Nvidia and related hardware strategies
Nvidia features both as a supplier and investor in multiple arrangements, reflecting its central role in AI compute supply chains.
- Nvidia and Groq - Nvidia has agreed to license chip technology from Groq and hire Groq’s CEO Jonathan Ross along with other engineers. Reports indicate Nvidia agreed to acquire Groq’s assets for $20 billion.
- Microsoft, Nvidia and Anthropic - Microsoft will invest up to $5 billion and Nvidia up to $10 billion in Anthropic. Under the arrangement, Anthropic will commit $30 billion in running its workloads on Microsoft’s cloud, and pledge up to 1 gigawatt of compute powered by Nvidia’s Grace Blackwell and Vera Rubin hardware. The parties are also set to collaborate on improving chips and models for higher performance.
- Nvidia-backed investor group and Aligned Data Centers - An investor consortium that includes BlackRock, Microsoft and Nvidia is acquiring U.S.-based Aligned Data Centers, which operates nearly 80 facilities, in a deal valued at $40 billion.

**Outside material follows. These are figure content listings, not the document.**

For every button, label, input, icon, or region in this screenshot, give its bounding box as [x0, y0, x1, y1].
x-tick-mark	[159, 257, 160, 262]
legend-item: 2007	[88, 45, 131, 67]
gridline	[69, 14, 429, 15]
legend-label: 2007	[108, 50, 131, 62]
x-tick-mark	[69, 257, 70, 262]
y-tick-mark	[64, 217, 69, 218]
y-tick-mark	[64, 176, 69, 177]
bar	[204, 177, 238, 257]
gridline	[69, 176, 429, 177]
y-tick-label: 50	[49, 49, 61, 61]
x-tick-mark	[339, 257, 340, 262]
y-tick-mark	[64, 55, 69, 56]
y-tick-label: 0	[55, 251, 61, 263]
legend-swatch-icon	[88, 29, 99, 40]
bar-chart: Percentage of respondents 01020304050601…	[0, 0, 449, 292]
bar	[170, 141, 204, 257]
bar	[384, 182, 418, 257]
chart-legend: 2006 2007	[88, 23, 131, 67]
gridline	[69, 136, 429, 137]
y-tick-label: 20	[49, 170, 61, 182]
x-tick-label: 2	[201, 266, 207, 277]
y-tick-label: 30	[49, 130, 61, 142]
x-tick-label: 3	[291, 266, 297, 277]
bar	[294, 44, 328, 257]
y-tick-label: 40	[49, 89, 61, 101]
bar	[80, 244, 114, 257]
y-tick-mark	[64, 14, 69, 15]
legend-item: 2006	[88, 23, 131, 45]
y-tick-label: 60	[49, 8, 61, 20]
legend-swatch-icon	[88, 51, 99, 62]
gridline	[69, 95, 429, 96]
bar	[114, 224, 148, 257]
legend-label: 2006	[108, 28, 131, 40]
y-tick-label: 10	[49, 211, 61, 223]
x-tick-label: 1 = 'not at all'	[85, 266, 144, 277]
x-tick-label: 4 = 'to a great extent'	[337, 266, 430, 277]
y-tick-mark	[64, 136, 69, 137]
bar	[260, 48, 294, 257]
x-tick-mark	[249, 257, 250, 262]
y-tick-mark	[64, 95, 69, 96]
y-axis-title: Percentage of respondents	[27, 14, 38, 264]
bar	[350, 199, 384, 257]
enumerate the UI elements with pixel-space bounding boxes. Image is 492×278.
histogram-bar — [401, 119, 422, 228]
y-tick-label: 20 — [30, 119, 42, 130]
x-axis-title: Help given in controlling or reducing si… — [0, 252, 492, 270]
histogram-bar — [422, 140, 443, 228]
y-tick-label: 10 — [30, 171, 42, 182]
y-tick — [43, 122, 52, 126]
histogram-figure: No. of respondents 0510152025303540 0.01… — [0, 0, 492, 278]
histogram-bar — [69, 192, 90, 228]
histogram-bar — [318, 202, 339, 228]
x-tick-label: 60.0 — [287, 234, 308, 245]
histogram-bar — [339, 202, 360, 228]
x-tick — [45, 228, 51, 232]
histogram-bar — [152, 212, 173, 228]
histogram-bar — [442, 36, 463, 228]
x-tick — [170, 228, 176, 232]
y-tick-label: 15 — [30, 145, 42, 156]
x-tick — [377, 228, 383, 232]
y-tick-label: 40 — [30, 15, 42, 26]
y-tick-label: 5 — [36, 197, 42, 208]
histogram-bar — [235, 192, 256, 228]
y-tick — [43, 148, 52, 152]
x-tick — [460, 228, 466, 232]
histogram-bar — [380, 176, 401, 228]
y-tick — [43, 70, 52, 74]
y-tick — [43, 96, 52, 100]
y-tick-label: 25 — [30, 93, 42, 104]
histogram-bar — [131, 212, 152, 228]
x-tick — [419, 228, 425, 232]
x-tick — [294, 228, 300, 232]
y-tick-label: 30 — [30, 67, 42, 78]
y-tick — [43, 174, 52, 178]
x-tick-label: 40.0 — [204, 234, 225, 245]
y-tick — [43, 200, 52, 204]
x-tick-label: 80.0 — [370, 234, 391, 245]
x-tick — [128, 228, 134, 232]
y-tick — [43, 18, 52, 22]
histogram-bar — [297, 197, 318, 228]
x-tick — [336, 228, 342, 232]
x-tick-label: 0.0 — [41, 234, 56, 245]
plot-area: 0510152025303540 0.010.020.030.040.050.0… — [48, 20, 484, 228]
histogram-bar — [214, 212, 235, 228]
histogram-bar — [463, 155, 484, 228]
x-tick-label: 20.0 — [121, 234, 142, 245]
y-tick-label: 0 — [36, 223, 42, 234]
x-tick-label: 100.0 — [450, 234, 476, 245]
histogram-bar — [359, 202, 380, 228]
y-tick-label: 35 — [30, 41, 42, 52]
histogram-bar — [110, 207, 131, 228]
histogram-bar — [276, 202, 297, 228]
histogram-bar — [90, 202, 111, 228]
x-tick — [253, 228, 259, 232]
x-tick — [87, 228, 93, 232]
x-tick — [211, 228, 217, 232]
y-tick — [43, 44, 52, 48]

- Nvidia and Intel - Nvidia is set to invest $5 billion in Intel, an arrangement that would result in Nvidia receiving roughly 4% of Intel after issuance of new shares.
- CoreWeave and Nvidia - CoreWeave entered an initial order valued at $6.3 billion with Nvidia; part of the agreement guarantees Nvidia will purchase any cloud capacity that CoreWeave does not sell to customers.

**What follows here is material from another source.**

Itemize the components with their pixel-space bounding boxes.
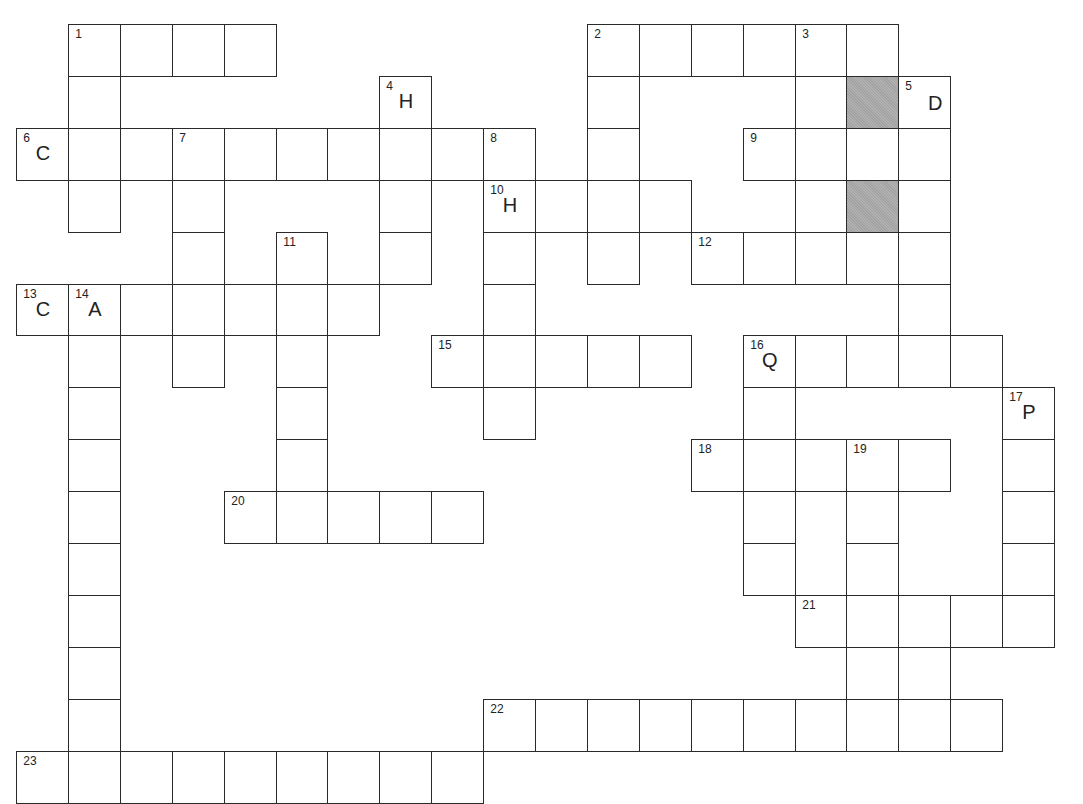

Google's data-center and software investments
- Google and Texas - Google will invest $40 billion to build three new data centers in Texas through 2027, including facilities in Armstrong County and Haskell County, alongside continued investment in its existing Midlothian campus and Dallas cloud region.

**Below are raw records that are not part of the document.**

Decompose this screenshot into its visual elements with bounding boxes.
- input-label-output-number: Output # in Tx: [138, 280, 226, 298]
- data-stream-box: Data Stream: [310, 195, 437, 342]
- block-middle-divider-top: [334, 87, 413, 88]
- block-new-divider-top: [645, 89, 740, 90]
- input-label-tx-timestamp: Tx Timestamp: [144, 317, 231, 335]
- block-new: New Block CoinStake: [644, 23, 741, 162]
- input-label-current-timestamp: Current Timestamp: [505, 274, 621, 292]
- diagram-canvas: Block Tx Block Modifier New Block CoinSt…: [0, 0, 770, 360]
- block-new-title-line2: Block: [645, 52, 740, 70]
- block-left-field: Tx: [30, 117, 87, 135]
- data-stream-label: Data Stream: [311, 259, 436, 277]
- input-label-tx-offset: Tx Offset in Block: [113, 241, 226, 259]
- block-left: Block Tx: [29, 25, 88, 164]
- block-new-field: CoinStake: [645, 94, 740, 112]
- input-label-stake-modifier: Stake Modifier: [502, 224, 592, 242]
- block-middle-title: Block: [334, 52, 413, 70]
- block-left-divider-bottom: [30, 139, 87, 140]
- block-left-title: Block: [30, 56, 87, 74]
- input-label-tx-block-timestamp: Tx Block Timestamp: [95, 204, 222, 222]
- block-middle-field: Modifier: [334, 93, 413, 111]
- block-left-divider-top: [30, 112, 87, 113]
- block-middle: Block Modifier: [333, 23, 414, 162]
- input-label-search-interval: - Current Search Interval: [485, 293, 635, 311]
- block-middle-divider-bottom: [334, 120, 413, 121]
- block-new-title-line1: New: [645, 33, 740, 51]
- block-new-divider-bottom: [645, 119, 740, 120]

- Google and Windsurf - Google hired several key employees from AI code-generation startup Windsurf and will pay $2.4 billion in license fees under a non-exclusive agreement to use certain Windsurf technologies.
Other notable infrastructure and chip deals
- Nebius Group and Microsoft - Nebius Group will provide Microsoft with GPU infrastructure capacity under a deal valued at $17.4 billion over five years.
- Intel and SoftBank Group - SoftBank Group is injecting $2 billion of capital into Intel, a move that makes the Japanese investor one of Intel’s top-10 shareholders.
- Tesla and Samsung - Tesla signed a $16.5 billion agreement with Samsung Electronics to source chips, with Tesla’s CEO stating the South Korean firm’s new Texas factory will produce Tesla’s forthcoming AI6 chip.
- Amazon and Anthropic - Amazon invested $4 billion in Anthropic, effectively doubling its prior investment in the company behind the Claude chatbot.
- SoftBank and DigitalBridge - SoftBank Group will acquire digital infrastructure investor DigitalBridge Group in a transaction valued at $4 billion.
What these deals collectively indicate
The agreements reported above span raw silicon supply, custom processor development, long-term cloud compute purchase commitments and data-center construction. They highlight two clear themes: first, that AI developers and platform companies are seeking long-term capacity and preferential supply arrangements for compute; and second, that chip vendors and data-center owners are embedding themselves into AI ecosystems through both commercial contracts and equity or asset transactions.
While the financial scope of these arrangements varies - from single-digit billion-dollar deals to commitments measured in the hundreds of billions - the common thread is multi-year planning and a push to secure scale, whether through capital investments, licensing or long-term purchase agreements.
Several agreements include equity options or investment components, effectively aligning suppliers and buyers through ownership stakes as well as commercial terms. Other arrangements lock in large volumes of capacity over multi-year horizons, reflecting the projected ongoing compute needs of advanced AI model training and deployment.